Consequently, our posture towards the world projects the confidence of displaced heirs. The earth is the Lord's. He didn't create humanity for the misery and bondage that so many endure, but for a life of joy and abundance. Recognizing this, the original disciples moved out fearlessly into a hazardous and antagonistic world, a world that they turned upside down. As we recognize the mandate of exercising dominion that our royal identity confers, we raise the dead no less fearlessly than did Jesus' disciples.

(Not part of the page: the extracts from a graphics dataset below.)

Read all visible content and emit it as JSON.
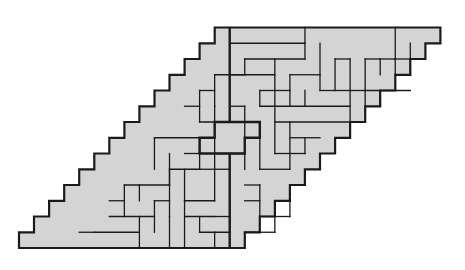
{
  "diagram": {
    "title": "",
    "type": "polyomino tiling of a staircase parallelogram",
    "fill_color": "#d4d4d4",
    "line_color": "#1a1a1a",
    "background": "#ffffff",
    "grid": {
      "origin_x": 19,
      "origin_y": 27.5,
      "cell_w": 15.05,
      "cell_h": 15.75,
      "rows": 14,
      "cols_per_row": 15,
      "top_row_start_col": 13
    },
    "thin_segments": [
      [
        14,
        1,
        19,
        1
      ],
      [
        19,
        1,
        19,
        2
      ],
      [
        15,
        2,
        19,
        2
      ],
      [
        15,
        2,
        15,
        3
      ],
      [
        14,
        3,
        15,
        3
      ],
      [
        17,
        2,
        17,
        5
      ],
      [
        18,
        3,
        18,
        4
      ],
      [
        18,
        3,
        20,
        3
      ],
      [
        20,
        1,
        20,
        4
      ],
      [
        16,
        4,
        18,
        4
      ],
      [
        16,
        4,
        16,
        5
      ],
      [
        16,
        5,
        19,
        5
      ],
      [
        19,
        4,
        19,
        5
      ],
      [
        20,
        4,
        22,
        4
      ],
      [
        22,
        4,
        22,
        6
      ],
      [
        19,
        5,
        22,
        5
      ],
      [
        18,
        4,
        18,
        5
      ],
      [
        17,
        6,
        22,
        6
      ],
      [
        17,
        5,
        17,
        8
      ],
      [
        19,
        0,
        19,
        1
      ],
      [
        22,
        2,
        22,
        4
      ],
      [
        21,
        2,
        21,
        4
      ],
      [
        21,
        2,
        22,
        2
      ],
      [
        23,
        2,
        23,
        4
      ],
      [
        22,
        4,
        23,
        4
      ],
      [
        25,
        0,
        25,
        2
      ],
      [
        24,
        2,
        25,
        2
      ],
      [
        24,
        2,
        24,
        3
      ],
      [
        23,
        2,
        24,
        2
      ],
      [
        25,
        2,
        26,
        2
      ],
      [
        26,
        1,
        26,
        3
      ],
      [
        25,
        3,
        26,
        3
      ],
      [
        25,
        2,
        25,
        3
      ],
      [
        23,
        4,
        26,
        4
      ],
      [
        23,
        4,
        23,
        5
      ],
      [
        24,
        4,
        24,
        5
      ],
      [
        13,
        3,
        17,
        3
      ],
      [
        13,
        3,
        13,
        5
      ],
      [
        12,
        4,
        13,
        4
      ],
      [
        12,
        4,
        12,
        6
      ],
      [
        11,
        5,
        12,
        5
      ],
      [
        12,
        6,
        15,
        6
      ],
      [
        13,
        5,
        13,
        8
      ],
      [
        14,
        5,
        15,
        5
      ],
      [
        15,
        5,
        15,
        7
      ],
      [
        15,
        7,
        16,
        7
      ],
      [
        16,
        7,
        16,
        9
      ],
      [
        18,
        6,
        18,
        9
      ],
      [
        16,
        9,
        18,
        9
      ],
      [
        17,
        8,
        19,
        8
      ],
      [
        19,
        7,
        19,
        8
      ],
      [
        18,
        7,
        20,
        7
      ],
      [
        15,
        10,
        16,
        10
      ],
      [
        16,
        10,
        16,
        12
      ],
      [
        16,
        12,
        18,
        12
      ],
      [
        18,
        10,
        18,
        12
      ],
      [
        17,
        11,
        18,
        11
      ],
      [
        17,
        11,
        17,
        12
      ],
      [
        15,
        11,
        16,
        11
      ],
      [
        15,
        13,
        17,
        13
      ],
      [
        17,
        12,
        17,
        13
      ],
      [
        9,
        7,
        12,
        7
      ],
      [
        9,
        7,
        9,
        9
      ],
      [
        10,
        8,
        10,
        10
      ],
      [
        11,
        8,
        12,
        8
      ],
      [
        12,
        7,
        12,
        9
      ],
      [
        10,
        9,
        12,
        9
      ],
      [
        11,
        9,
        11,
        11
      ],
      [
        11,
        11,
        13,
        11
      ],
      [
        13,
        8,
        13,
        11
      ],
      [
        13,
        8,
        15,
        8
      ],
      [
        15,
        8,
        15,
        9
      ],
      [
        13,
        9,
        14,
        9
      ],
      [
        7,
        10,
        10,
        10
      ],
      [
        7,
        10,
        7,
        12
      ],
      [
        8,
        10,
        8,
        11
      ],
      [
        10,
        10,
        10,
        12
      ],
      [
        9,
        11,
        10,
        11
      ],
      [
        9,
        11,
        9,
        12
      ],
      [
        6,
        11,
        7,
        11
      ],
      [
        6,
        12,
        9,
        12
      ],
      [
        9,
        12,
        9,
        13
      ],
      [
        8,
        12,
        8,
        14
      ],
      [
        5,
        13,
        8,
        13
      ],
      [
        10,
        12,
        10,
        14
      ],
      [
        11,
        11,
        11,
        14
      ],
      [
        11,
        12,
        13,
        12
      ],
      [
        12,
        12,
        12,
        13
      ],
      [
        12,
        13,
        14,
        13
      ],
      [
        13,
        12,
        14,
        12
      ],
      [
        14,
        11,
        14,
        12
      ],
      [
        14,
        12,
        14,
        13
      ],
      [
        13,
        13,
        13,
        14
      ],
      [
        4,
        13,
        5,
        13
      ],
      [
        12,
        9,
        13,
        9
      ],
      [
        10,
        9,
        10,
        10
      ]
    ],
    "thick_path": [
      [
        14,
        0
      ],
      [
        14,
        6
      ],
      [
        16,
        6
      ],
      [
        16,
        7
      ],
      [
        15,
        7
      ],
      [
        15,
        8
      ],
      [
        12,
        8
      ],
      [
        12,
        7
      ],
      [
        13,
        7
      ],
      [
        13,
        6
      ],
      [
        14,
        6
      ]
    ],
    "thick_lower": [
      [
        14,
        8
      ],
      [
        14,
        14
      ]
    ]
  }
}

As we take dominion over creation, we exercise the Great Commission authority Jesus conferred on us. We do so understanding God's kingly relationship to it both in a past-tense and future-tense perspective, church planting, which is the strategy by which we take dominion over small subsets of territory, and apostleship, which is the strategy by which we plant churches.
Practically, we exercise divine authority in every realm of the real world in which we live. Whether in our families, our workplaces, or our social and governmental institutions, we allow God to transform our culture through our interactions with it.

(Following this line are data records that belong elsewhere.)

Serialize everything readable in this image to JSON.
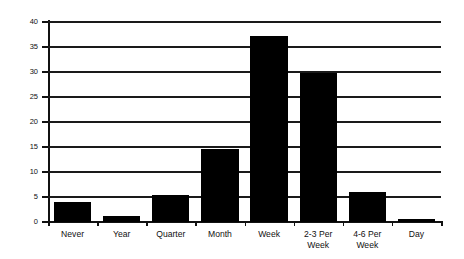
{
  "chart_data": {
    "type": "bar",
    "title": "",
    "xlabel": "",
    "ylabel": "Percent Married",
    "ylim": [
      0,
      40
    ],
    "ytick_labels": [
      "0",
      "5",
      "10",
      "15",
      "20",
      "25",
      "30",
      "35",
      "40"
    ],
    "ytick_values": [
      0,
      5,
      10,
      15,
      20,
      25,
      30,
      35,
      40
    ],
    "grid": true,
    "legend": "none",
    "categories": [
      "Never",
      "Year",
      "Quarter",
      "Month",
      "Week",
      "2-3 Per\nWeek",
      "4-6 Per\nWeek",
      "Day"
    ],
    "values": [
      4.0,
      1.3,
      5.4,
      14.6,
      37.2,
      29.8,
      6.0,
      0.7
    ],
    "bar_color": "#000000"
  }
}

-Andrew Shearman, Seth Barnes
We believe all Scripture, both Old and New Testaments, form one covenant and was given by inspiration of God as the writers were moved by the Holy Spirit and that these Scriptures, under the teaching of the Holy Spirit, are the rule of faith and practice (2 Tim. 3:16; 2 Pet. 1:20-21).
We believe in the one true God who has revealed Himself as existing in three persons: Father, Son, and Holy Spirit: distinguishable, but indivisible ( Mt. 28:19; Lk. 3: 21-22 ).

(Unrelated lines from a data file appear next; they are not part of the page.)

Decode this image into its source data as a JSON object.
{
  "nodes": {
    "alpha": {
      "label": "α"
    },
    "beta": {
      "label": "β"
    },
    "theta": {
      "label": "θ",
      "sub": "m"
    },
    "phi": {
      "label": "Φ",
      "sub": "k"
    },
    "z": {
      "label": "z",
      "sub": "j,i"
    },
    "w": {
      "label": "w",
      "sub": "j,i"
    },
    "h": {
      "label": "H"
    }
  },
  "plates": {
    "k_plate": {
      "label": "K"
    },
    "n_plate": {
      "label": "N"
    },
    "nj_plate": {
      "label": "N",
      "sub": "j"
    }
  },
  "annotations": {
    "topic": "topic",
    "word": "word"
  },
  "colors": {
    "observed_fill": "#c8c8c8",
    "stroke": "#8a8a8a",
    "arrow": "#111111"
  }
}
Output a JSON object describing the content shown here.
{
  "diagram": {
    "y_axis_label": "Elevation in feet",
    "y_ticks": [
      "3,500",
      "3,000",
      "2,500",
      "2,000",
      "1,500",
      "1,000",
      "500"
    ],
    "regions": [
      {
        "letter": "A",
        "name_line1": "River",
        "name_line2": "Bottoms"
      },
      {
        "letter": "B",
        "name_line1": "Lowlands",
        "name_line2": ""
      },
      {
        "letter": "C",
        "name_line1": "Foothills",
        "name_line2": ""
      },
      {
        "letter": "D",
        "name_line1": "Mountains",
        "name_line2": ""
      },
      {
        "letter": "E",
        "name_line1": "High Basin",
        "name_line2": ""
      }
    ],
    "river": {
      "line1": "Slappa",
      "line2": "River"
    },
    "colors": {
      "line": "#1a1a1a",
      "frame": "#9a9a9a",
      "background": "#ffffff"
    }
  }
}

We believe the human race was originally created by God in His image to have dominion until sin entered by disobedience and rebellion and left humanity totally incapable of saving itself ( Rom. 5:12; Gen. 1:27 ).
We believe that Jesus Christ is the Son of God conceived of the Holy Spirit, born of the virgin Mary, very God and very Man ( Lk. 1:26-35; Jn. 1:1,14,18; Is. 7:14; 9:6 ).
We believe Christ our Savior died for our sins, was buried and rose again the third day according to the scriptures and appeared to His disciples ( 1 Cor. 15:1-8; Rom. 4:25 ).
We believe in the bodily ascension of Jesus Christ to heaven, His exaltation as Lord to the right hand of the Father, and His return in a state of glory for a glorious Church ( Jn. 14:2-3; 1 Thes. 4: 13-18 ).
We believe in the salvation of sinners by grace through repentance and faith in the perfect and sufficient work of Jesus Christ upon the cross by which we obtain the remission of sins through His shed blood ( Eph. 2:8-9; Heb. 9:12-14; Rom. 5:11 ).
We believe that water baptism is the obedient response to the command of the Lord ( Mt. 28:19; Acts 2:38; 19:1-6 ).
We believe in the baptism of the Holy Spirit, the promise of the Father for the empowering and maturing of the Christian with His accompanying gifts and fruits (Acts 2:1-4; 8:14-17; 10:44-46; Gal. 3:14).
We believe that the Church is the Body of Christ, the expression of the present rule and reign of the Kingdom of God on earth, and that Christ gave to the Church apostles, prophets, evangelists, pastors, and teachers for government and order and the preparing of disciples for works of service ( Eph. 4:11-13 ).
We believe in the resurrection of the dead, eternal judgment, and life everlasting ( Jn. 3:16; Jn. 5:24-27; Mk. 9:43-48; 2 Thes. 1:9; Rev. 20:11-15).
We believe in the present rule and reign of the Lord Jesus Christ in His Kingdom authority through His Body the Church. This will result in a glorious Church and a global harvest and that harvest will characterize the end of the age (Mt. 13:39; Acts 3:21).
We believe that the Church is in a process of restoration. God has called us both individually and corporately to repent, be converted, and receive refreshing from the presence of the Lord, for the purpose of “the restoration (reformation) of all things” (Acts 3:19-21; Heb. 6:1,2).
We are committed to allow the Holy Spirit to bring about reformation in the Church for the purpose of this restoration and the manifestation of God’s sons in the earth ( Rom. 8:19-21; 2 Cor. 3:17,18 ).